From psychedelics to skipping solid food, the star’s Netflix show sounds like bunk. But – shock horror – there is wisdom here if you look hard enough

Even though her vagina smells amazing, funnily enough the sound of a Netflix show based on Gwyneth Paltrow’s $250m “health and lifestyle” empire does not appeal to me. (The show’s title, the goop lab, is styled all lowercase, though, as it turns out, bell hooks has nothing to be worried about.) For one, I am the antithesis of Goop. I balk at reading Instagram captions about peoples’ “journeys”. Especially when they are, more often than not, to the Cotswolds. Second, this is Paltrow, who once sold something called “psychic vampire repellent” on her website. So I decide to watch it, with the sole purpose of ripping it to absolute shreds.
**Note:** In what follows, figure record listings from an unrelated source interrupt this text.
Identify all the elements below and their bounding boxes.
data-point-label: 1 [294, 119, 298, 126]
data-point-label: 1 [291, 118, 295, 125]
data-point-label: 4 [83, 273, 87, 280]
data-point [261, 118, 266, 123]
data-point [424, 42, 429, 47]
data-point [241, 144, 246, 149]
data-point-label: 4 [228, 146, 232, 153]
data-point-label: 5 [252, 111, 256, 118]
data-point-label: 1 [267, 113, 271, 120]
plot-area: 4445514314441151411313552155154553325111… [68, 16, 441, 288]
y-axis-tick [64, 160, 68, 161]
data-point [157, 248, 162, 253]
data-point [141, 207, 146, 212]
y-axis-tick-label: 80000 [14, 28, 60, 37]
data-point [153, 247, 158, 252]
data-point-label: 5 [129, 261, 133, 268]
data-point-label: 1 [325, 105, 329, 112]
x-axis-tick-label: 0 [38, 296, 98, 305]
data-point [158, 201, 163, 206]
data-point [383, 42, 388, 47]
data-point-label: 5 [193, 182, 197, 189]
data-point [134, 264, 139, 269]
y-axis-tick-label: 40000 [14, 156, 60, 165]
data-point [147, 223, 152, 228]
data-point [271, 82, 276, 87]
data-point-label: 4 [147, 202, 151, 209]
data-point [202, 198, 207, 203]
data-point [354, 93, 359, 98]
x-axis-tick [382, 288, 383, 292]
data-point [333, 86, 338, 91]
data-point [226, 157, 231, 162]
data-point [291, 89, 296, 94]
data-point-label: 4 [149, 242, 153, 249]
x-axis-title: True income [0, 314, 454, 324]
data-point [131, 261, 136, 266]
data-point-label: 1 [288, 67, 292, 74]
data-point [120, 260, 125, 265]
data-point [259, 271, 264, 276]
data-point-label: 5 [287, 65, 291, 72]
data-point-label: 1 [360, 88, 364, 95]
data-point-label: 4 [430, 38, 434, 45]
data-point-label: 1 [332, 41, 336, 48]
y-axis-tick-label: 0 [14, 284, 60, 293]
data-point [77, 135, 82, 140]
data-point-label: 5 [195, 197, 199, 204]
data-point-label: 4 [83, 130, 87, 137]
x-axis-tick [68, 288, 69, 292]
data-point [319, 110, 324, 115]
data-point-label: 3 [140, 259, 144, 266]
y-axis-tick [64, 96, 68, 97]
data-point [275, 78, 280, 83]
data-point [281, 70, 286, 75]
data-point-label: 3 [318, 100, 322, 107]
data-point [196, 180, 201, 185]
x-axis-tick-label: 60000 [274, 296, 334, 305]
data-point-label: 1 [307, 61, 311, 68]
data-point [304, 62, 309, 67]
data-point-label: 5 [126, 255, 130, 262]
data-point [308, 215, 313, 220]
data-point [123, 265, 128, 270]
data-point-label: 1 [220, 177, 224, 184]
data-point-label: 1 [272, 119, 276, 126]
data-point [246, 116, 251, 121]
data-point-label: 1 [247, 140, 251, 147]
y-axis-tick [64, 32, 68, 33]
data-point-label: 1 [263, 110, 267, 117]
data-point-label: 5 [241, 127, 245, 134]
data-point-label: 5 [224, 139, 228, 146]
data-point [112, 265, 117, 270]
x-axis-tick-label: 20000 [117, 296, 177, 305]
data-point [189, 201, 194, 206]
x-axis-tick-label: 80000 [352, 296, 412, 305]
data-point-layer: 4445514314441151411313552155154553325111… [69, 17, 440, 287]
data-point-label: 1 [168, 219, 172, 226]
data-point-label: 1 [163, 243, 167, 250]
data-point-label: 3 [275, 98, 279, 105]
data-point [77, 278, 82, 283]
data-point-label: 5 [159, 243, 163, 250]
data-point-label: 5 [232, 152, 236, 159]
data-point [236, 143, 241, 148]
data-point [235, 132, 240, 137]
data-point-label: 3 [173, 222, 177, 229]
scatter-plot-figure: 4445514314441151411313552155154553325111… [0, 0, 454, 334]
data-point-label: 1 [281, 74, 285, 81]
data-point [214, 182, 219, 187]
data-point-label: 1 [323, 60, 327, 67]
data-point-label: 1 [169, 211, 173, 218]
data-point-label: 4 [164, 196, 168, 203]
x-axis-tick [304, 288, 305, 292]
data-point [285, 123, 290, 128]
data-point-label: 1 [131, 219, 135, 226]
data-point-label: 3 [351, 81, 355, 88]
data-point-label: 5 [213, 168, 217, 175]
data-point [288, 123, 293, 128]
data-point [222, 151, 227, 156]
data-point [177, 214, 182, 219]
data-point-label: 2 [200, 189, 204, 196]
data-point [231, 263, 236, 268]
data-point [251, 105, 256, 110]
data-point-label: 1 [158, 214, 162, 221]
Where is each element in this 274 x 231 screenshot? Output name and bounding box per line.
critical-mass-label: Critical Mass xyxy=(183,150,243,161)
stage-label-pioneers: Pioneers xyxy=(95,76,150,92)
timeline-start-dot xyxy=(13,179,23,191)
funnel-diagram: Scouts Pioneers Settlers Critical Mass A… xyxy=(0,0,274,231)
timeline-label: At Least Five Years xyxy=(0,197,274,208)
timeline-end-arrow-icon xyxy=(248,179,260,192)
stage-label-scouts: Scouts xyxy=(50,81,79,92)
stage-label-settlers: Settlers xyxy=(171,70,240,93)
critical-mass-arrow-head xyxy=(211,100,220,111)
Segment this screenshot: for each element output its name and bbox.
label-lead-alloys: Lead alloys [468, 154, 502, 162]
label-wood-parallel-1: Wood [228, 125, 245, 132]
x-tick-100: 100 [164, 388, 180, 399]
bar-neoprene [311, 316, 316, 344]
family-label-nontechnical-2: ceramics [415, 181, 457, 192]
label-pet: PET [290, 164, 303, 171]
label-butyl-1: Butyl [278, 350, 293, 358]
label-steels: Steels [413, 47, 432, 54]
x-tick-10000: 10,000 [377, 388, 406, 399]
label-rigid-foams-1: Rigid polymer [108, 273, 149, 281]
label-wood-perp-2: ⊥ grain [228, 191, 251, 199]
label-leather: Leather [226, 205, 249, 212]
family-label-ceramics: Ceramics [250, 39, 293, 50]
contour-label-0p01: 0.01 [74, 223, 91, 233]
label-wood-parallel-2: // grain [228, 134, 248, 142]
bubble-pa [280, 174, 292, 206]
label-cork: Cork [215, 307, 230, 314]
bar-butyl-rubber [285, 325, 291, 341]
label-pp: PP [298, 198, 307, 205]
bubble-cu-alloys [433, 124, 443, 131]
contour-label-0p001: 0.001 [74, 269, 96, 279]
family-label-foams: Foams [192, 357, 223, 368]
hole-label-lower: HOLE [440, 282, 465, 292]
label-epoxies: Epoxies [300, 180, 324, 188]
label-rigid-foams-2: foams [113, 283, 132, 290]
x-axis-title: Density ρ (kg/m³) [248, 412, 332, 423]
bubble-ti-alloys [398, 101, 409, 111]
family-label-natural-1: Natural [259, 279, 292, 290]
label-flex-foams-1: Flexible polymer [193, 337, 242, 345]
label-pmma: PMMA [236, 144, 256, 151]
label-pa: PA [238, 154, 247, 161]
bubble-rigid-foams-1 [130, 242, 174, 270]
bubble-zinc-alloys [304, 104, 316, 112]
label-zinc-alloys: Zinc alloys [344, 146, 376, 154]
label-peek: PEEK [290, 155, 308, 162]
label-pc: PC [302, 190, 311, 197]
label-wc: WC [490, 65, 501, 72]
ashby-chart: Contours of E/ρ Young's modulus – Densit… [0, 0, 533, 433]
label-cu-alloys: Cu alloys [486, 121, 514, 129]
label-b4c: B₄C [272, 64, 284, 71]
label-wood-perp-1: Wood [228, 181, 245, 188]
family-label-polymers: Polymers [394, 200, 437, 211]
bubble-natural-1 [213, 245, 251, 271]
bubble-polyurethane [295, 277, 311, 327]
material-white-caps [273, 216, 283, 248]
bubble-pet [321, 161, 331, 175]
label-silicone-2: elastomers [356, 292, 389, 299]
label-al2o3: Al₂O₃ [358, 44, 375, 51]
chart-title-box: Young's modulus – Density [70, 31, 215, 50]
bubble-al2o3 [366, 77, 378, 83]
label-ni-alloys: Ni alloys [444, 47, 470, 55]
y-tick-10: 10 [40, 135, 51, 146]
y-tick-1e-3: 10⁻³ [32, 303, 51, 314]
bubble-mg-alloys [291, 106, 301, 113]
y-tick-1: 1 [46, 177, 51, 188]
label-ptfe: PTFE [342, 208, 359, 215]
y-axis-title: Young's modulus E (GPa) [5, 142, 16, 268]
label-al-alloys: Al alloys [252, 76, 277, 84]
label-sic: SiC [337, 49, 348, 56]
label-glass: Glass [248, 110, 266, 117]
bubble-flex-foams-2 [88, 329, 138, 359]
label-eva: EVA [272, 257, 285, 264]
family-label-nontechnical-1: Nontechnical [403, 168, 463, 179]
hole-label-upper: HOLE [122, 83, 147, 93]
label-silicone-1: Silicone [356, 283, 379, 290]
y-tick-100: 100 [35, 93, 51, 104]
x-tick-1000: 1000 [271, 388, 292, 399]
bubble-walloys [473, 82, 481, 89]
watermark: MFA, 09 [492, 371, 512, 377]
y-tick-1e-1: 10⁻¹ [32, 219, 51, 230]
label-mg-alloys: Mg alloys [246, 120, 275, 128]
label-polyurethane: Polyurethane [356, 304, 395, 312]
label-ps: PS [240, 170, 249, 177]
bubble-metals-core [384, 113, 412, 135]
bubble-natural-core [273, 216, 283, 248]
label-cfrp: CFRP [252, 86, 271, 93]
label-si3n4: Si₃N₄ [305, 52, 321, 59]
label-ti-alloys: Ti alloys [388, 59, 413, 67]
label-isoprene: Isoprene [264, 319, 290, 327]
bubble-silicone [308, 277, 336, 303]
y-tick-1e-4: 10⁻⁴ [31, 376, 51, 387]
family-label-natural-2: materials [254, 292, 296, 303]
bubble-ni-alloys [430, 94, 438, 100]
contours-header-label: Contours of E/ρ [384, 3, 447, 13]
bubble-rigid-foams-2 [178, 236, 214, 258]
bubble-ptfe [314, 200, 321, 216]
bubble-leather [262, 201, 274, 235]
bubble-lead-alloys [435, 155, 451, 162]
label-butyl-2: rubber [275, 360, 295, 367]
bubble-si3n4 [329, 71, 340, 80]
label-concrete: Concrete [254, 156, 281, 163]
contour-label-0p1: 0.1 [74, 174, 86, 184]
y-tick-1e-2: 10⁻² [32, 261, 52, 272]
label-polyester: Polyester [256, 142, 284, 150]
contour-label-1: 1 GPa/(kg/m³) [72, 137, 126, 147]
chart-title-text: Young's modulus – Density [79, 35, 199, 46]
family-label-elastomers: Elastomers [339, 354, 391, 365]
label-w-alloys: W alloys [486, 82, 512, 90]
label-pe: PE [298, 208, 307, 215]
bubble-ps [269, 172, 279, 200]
At first, it seems an easy task. In the opening montage, Paltrow, sitting on a pastel-pink sofa that resembles labia in SheEO mode, tells us she is going to “milk the shit out of” life. Given her track record, I don’t know whether she means literally, and am concerned. The first episode documents a trip to a secluded villa in Jamaica to do a lot of, like, healing, via psychedelics and “the spirit of the mushroom”. From, like, trauma. Annoyingly, the use of mind-altering drugs in psychiatry is a field I am interested in, and psychiatry and psychology in general (I consider Freud a beach read). Even though I check the Liverpool score just as someone is allowing their soul to be entered for the first time (around their sternum, I think), I’m slowly beginning to think that Goop isn’t a total load of goop. Besides, the two mental health professionals Paltrow and Goop’s chief content officer, Elise Loehnen, speak to – not the mushroom shamans, who are one step away from shark tooth necklaces – do have interesting things to say, in particular about the benefits of microdosing.